MiFID II: Why it matters for you

Ten years after the financial crisis, the need to ensure adequate protection for savers and investors still looms large for regulators. But this can also create tension between banks and their clients. To meet regulatory requirements, banks often need to ask detailed – and seemingly intrusive – questions. In turn, clients rightly demand to know why banks need so much information  about them and how that data is used.

The process is about to get more onerous. The EU’s revised Markets in Financial Instruments Directive – known as MiFID II – introduces various new consumer protection rules. While the aim is to increase the transparency and accountability of financial service providers, and to protect consumers from fraud, in the early stages clients may find the information requirements excessively detailed.

What is MiFID II?

MiFID II will take effect next January. It has been adopted to offer greater protection and transparency for investors in a wide range of asset classes, including bonds, shares, exchange-traded funds and foreign exchange. It creates tougher standards for investment products and aims to provide customers with much greater clarity on the costs they will have to pay.

As a bank, we have two key obligations:

To understand your circumstances

It is tempting to believe that banks are only in the business of selling additional products, so questions about your financial set-up, or whether you have dependent children, might appear a not-so-subtle means of stealth marketing.

However, this isn’t necessarily the case. Under MiFID II, financial services companies are obliged to assess the suitability and appropriateness of every financial product to the customers who use it. For example, we need to assess our clients’ “ability to bear losses” and their tolerance of risk. To do this, we need to know more about you, in order to understand what financial products are right for you.

Suitability needs to be measured at an individual product level, but also in context of your financial portfolio and assets as a whole.
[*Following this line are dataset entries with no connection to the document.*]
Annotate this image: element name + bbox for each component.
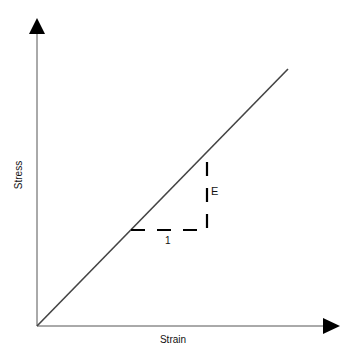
y-axis-label: Stress [13,161,24,189]
slope-label: E [211,185,218,197]
x-axis-arrow-icon [323,318,340,334]
y-axis-arrow-icon [29,18,45,34]
stress-strain-diagram: E 1 Strain Stress [0,0,356,360]
elastic-line [37,69,288,326]
x-axis-label: Strain [160,334,186,345]
run-label: 1 [165,235,171,246]
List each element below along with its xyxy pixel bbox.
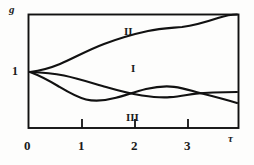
curve-label-II: II (124, 26, 133, 37)
x-tick-label-2: 2 (131, 139, 138, 152)
x-tick-label-0: 0 (24, 139, 31, 152)
y-tick-label-1: 1 (12, 65, 18, 77)
curve-III (30, 72, 237, 103)
x-tick-label-1: 1 (78, 139, 85, 152)
y-axis-label: g (9, 4, 15, 15)
x-tick-label-3: 3 (184, 139, 191, 152)
curve-label-III: III (126, 112, 139, 123)
x-axis-label: τ (228, 133, 233, 144)
curve-label-I: I (131, 63, 135, 74)
figure-container: g 1 τ 0 1 2 3 II I III (0, 0, 254, 165)
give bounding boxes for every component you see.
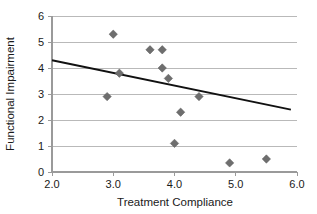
- scatter-chart: 2.03.04.05.06.0 0123456 Treatment Compli…: [0, 0, 317, 214]
- data-points: [103, 30, 271, 167]
- data-point-marker: [176, 108, 184, 116]
- x-tick-label: 5.0: [228, 178, 243, 190]
- y-tick-label: 2: [38, 114, 44, 126]
- axis-ticks: [48, 16, 297, 176]
- y-tick-label: 3: [38, 88, 44, 100]
- y-tick-label: 4: [38, 62, 44, 74]
- x-tick-labels: 2.03.04.05.06.0: [44, 178, 304, 190]
- y-tick-label: 1: [38, 140, 44, 152]
- y-tick-label: 6: [38, 10, 44, 22]
- data-point-marker: [158, 46, 166, 54]
- chart-canvas: 2.03.04.05.06.0 0123456 Treatment Compli…: [0, 0, 317, 214]
- data-point-marker: [158, 64, 166, 72]
- data-point-marker: [109, 30, 117, 38]
- data-point-marker: [225, 159, 233, 167]
- y-axis-title: Functional Impairment: [4, 36, 16, 151]
- x-tick-label: 4.0: [167, 178, 182, 190]
- gridlines: [52, 16, 297, 146]
- data-point-marker: [146, 46, 154, 54]
- data-point-marker: [164, 74, 172, 82]
- x-tick-label: 3.0: [106, 178, 121, 190]
- y-tick-label: 0: [38, 166, 44, 178]
- data-point-marker: [262, 155, 270, 163]
- x-axis-title: Treatment Compliance: [117, 196, 233, 208]
- y-tick-label: 5: [38, 36, 44, 48]
- y-tick-labels: 0123456: [38, 10, 44, 178]
- data-point-marker: [115, 69, 123, 77]
- x-tick-label: 6.0: [289, 178, 304, 190]
- x-tick-label: 2.0: [44, 178, 59, 190]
This requires us to know what investments and financial products you hold elsewhere so we can judge whether your investments with us are suitable both on their own and as part of your overall financial position.

We also need to gauge our clients’ understanding of financial products so we can classify them as either retail, professional or eligible counterparties. This will influence the type of products we are permitted to offer you and the support that needs to be provided with those products. 
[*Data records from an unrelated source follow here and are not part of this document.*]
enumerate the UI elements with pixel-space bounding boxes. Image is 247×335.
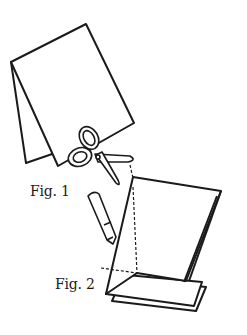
fig-1-label: Fig. 1 — [30, 183, 70, 199]
fig2-folded-paper — [106, 177, 221, 311]
fig-2-label: Fig. 2 — [55, 276, 95, 292]
pencil-icon — [88, 192, 116, 244]
craft-instructions-illustration — [0, 0, 247, 335]
fig1-folded-paper — [11, 24, 134, 166]
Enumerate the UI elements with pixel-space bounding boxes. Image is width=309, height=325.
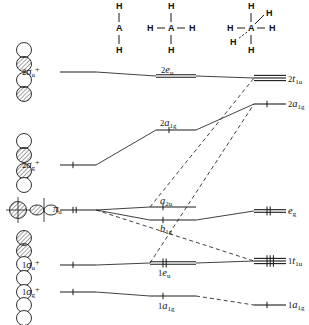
tetrahedral-ah4-center: A xyxy=(248,23,255,33)
energy-levels-group xyxy=(60,72,286,308)
tetrahedral-ah4-bond-dash xyxy=(238,32,247,39)
level-b1g xyxy=(150,217,196,223)
level-2sigma-g-plus-label: 2σg+ xyxy=(22,159,39,172)
level-2a1g-middle-label: 2a1g xyxy=(160,118,177,130)
pictogram-1sigma-chain-lobe-6 xyxy=(17,311,32,325)
level-2sigma-g-plus xyxy=(60,162,96,168)
linear-ah2-h-bottom: H xyxy=(116,45,123,55)
diagram-canvas xyxy=(0,0,309,325)
tetrahedral-ah4-h-wedge: H xyxy=(266,8,273,18)
corr-piu-a2u xyxy=(96,207,150,210)
level-1eu xyxy=(150,259,196,268)
orbital-pictograms-group xyxy=(6,43,58,325)
tetrahedral-ah4-bond-wedge xyxy=(255,15,264,24)
level-pi-u xyxy=(60,207,96,213)
square-planar-ah4-h-left: H xyxy=(147,23,154,33)
level-2a1g-right-label: 2a1g xyxy=(288,99,305,111)
level-eg-label: eg xyxy=(288,206,296,218)
correlation-lines-group xyxy=(96,72,254,305)
level-1a1g-right-label: 1a1g xyxy=(288,300,305,312)
pictogram-2sigma-u-lobe-0 xyxy=(17,43,32,58)
level-2sigma-u-plus-label: 2σu+ xyxy=(22,66,39,79)
tetrahedral-ah4-h-dash: H xyxy=(230,37,237,47)
level-b1g-label: b1g xyxy=(160,224,172,236)
level-1t1u xyxy=(254,255,286,267)
corr-a2u-2t1u-dashed xyxy=(150,78,254,207)
level-2eu-label: 2eu xyxy=(161,65,173,77)
pictogram-2sigma-g-lobe-3 xyxy=(17,178,32,193)
tetrahedral-ah4-h-left: H xyxy=(227,23,234,33)
level-1sigma-u-plus-label: 1σu+ xyxy=(22,259,39,272)
level-1sigma-u-plus xyxy=(60,262,96,268)
level-pi-u-label: πu xyxy=(53,204,62,216)
linear-ah2-h-top: H xyxy=(116,1,123,11)
level-a2u-label: a2u xyxy=(160,196,172,208)
corr-2a1gmid-2a1gright xyxy=(196,104,254,130)
pictogram-pi-u-lobe-left xyxy=(30,205,44,215)
tetrahedral-ah4-h-bottom: H xyxy=(248,45,255,55)
corr-b1g-eg xyxy=(196,211,254,220)
pictogram-pi-u xyxy=(6,197,58,223)
corr-1sigmag-1a1gmid xyxy=(96,292,150,296)
corr-2sigmau-2eu xyxy=(96,72,156,76)
square-planar-ah4-h-top: H xyxy=(168,1,175,11)
level-2t1u-label: 2t1u xyxy=(288,74,302,86)
level-1sigma-g-plus xyxy=(60,289,96,295)
level-2t1u xyxy=(254,75,286,80)
square-planar-ah4-h-right: H xyxy=(189,23,196,33)
square-planar-ah4-center: A xyxy=(168,23,175,33)
level-1t1u-label: 1t1u xyxy=(288,256,302,268)
pictogram-1sigma-chain xyxy=(17,231,32,325)
corr-2sigmag-2a1g-mid xyxy=(96,130,156,165)
pictogram-2sigma-u-lobe-3 xyxy=(17,87,32,102)
tetrahedral-ah4-h-right: H xyxy=(269,23,276,33)
pictogram-1sigma-chain-lobe-3 xyxy=(17,271,32,286)
level-1a1g-middle xyxy=(150,293,196,299)
square-planar-ah4-h-bottom: H xyxy=(168,45,175,55)
corr-1a1gmid-1a1gright xyxy=(196,296,254,305)
level-1a1g-right xyxy=(254,302,286,308)
linear-ah2-center: A xyxy=(116,23,123,33)
corr-2eu-2t1u xyxy=(196,76,254,78)
corr-piu-1t1u-dashed xyxy=(96,210,254,261)
level-1a1g-middle-label: 1a1g xyxy=(158,301,175,313)
corr-1sigmau-1eu xyxy=(96,263,150,265)
level-a2u xyxy=(150,204,196,210)
level-1sigma-g-plus-label: 1σg+ xyxy=(22,286,39,299)
corr-1eu-1t1u xyxy=(196,261,254,263)
pictogram-2sigma-g-lobe-0 xyxy=(17,134,32,149)
level-2a1g-right xyxy=(254,101,286,107)
level-eg xyxy=(254,207,286,216)
tetrahedral-ah4-h-top: H xyxy=(248,1,255,11)
mo-correlation-diagram: 2σu+2σg+πu1σu+1σg+2eu2a1ga2ub1g1eu1a1g2t… xyxy=(0,0,309,325)
level-1eu-label: 1eu xyxy=(158,268,170,280)
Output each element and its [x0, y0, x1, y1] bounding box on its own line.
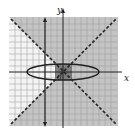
- x-axis-label: x: [124, 73, 129, 83]
- inequality-graph: y x 0: [0, 0, 135, 134]
- origin-label: 0: [57, 74, 62, 82]
- y-axis-label: y: [56, 5, 63, 15]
To meet regulatory obligations

Banks and financial services providers look after large amounts of capital. Regulators want to understand the origin of that money to ensure it has not been generated through crime or is being used to finance terrorism. As a result, banks are obliged to ask more questions about the source of their clients’ financial assets.

Again, these questions can seem intrusive, but they are also an important weapon in fighting crime. The better we know our clients and the source of their assets, the more easily we can spot suspect transactions. You can help by letting your bank know in advance of any unusual transactions – for example, large transfers or house purchases – which will help keep questions to a minimum.

The important thing to remember is that while more detailed requests for information may be annoying and even intrusive, the aim of MiFID II is to protect clients from being sold unsuitable products that could undermine their financial management and investment strategies. And we all have an interest in preventing the financial system being used to facilitate crime.